Whatever the Minister’s answers to the other questions that I have put to him both today and in writing, I must put it to him and the Government that delays, and the fact that there are difficult questions ahead, should not mean there is nothing we can do now. My hon. Friend the Member for Hammersmith made the point correctly that an independent aviation noise authority could be established now, to act as an impartial mediator between airports and communities and help to restore trust and deliver the future of airspace operation. Nothing more is needed before that can be done. Sir Howard Davies and the Environmental Audit Committee endorsed the idea, and if the Minister endorsed it today it would certainly have the Opposition’s full backing, so let us get on with it. Will he do that?

Making use of existing capacity would also alleviate pressure on airspace. A key to utilising capacity is improving road and rail access to different international gateways in the UK. It is the Airport Operators Association’s top priority for 2016 and would bring about environmental and noise improvements around airports. Will the Minister back our calls for the National Infrastructure Commission to look at surface access to the UK’s international gateways?

Finally, I want to put it to the Minister that it is important to work with industry on the issue of noise.

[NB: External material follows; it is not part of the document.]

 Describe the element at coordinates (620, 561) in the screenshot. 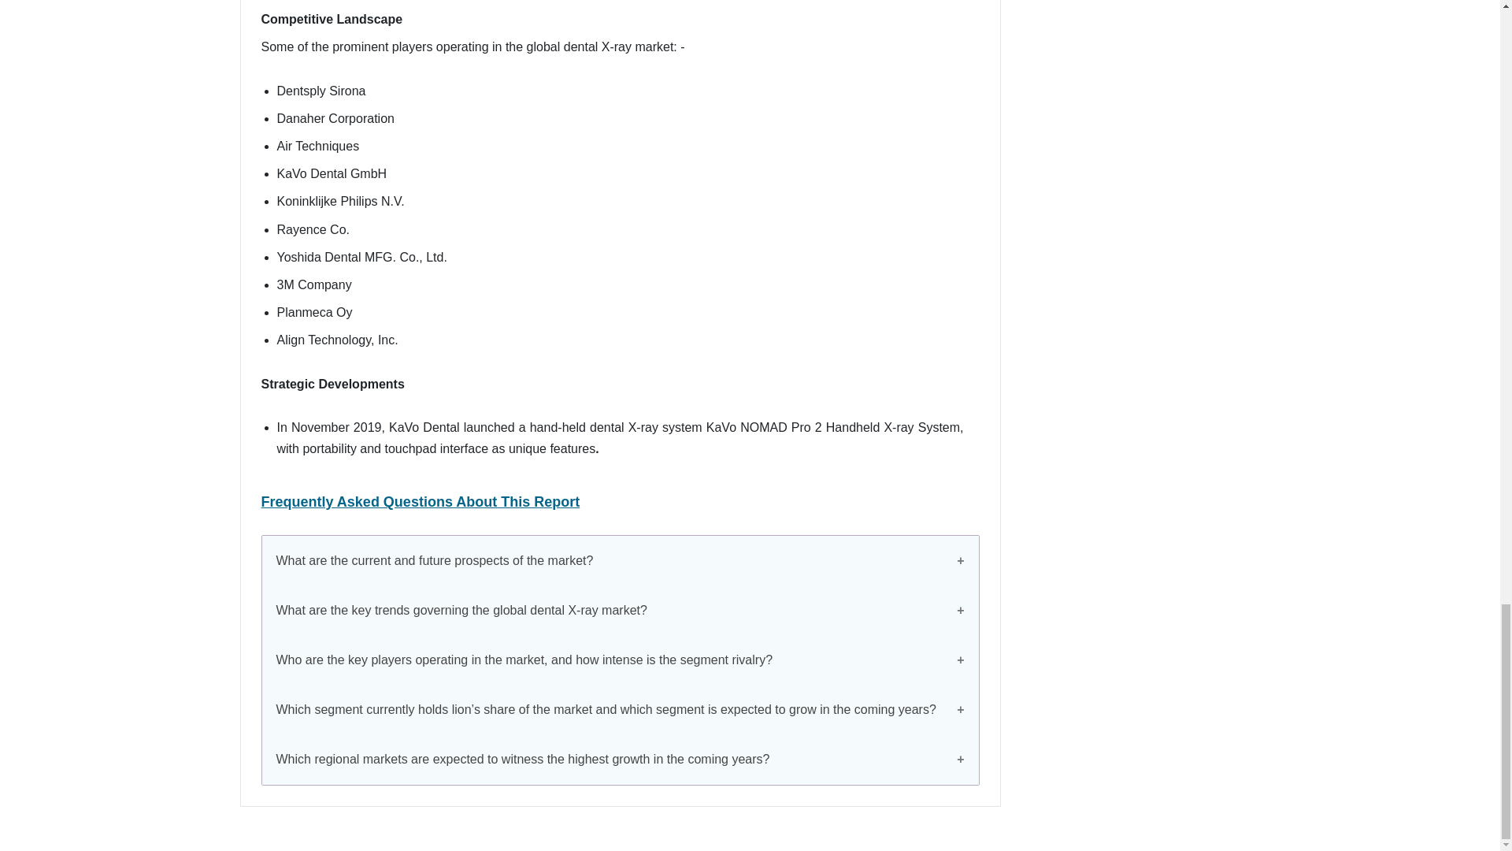

I see `What are the current and future prospects of the market?` at that location.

The Sustainable Aviation group has produced an aviation noise road map showing how aviation can manage noise from aircraft operations between now and 2050. It emphasises the importance of improving airspace structures and operational procedures, but also points out, importantly, that a key is future aircraft and engine technology. The noise road map shows that, unless that new technology comes on stream and is used, noise output could double, even without expansion, in the coming years. What are the Government doing to encourage innovation, as well as the take-up of lighter, smaller aircraft such as the Boeing 787 and A350? Retrofitting noise-reducing devices to older fleets is also critical, and I think that the hon. Member for Tonbridge and Malling mentioned that. How are the Government promoting that? Does the Minister know what proportion of aircraft at each UK airport have not yet had such devices installed? If he does not know, when will he find out, and what will he do to put such measures in place?

I look forward to the Minister addressing those points. Vital questions have been raised today. At some point down the line the decision on expansion will come. It would be very useful to know when, but, irrespective of that, when will decisions be made on the various questions that I and other hon. Members have raised today?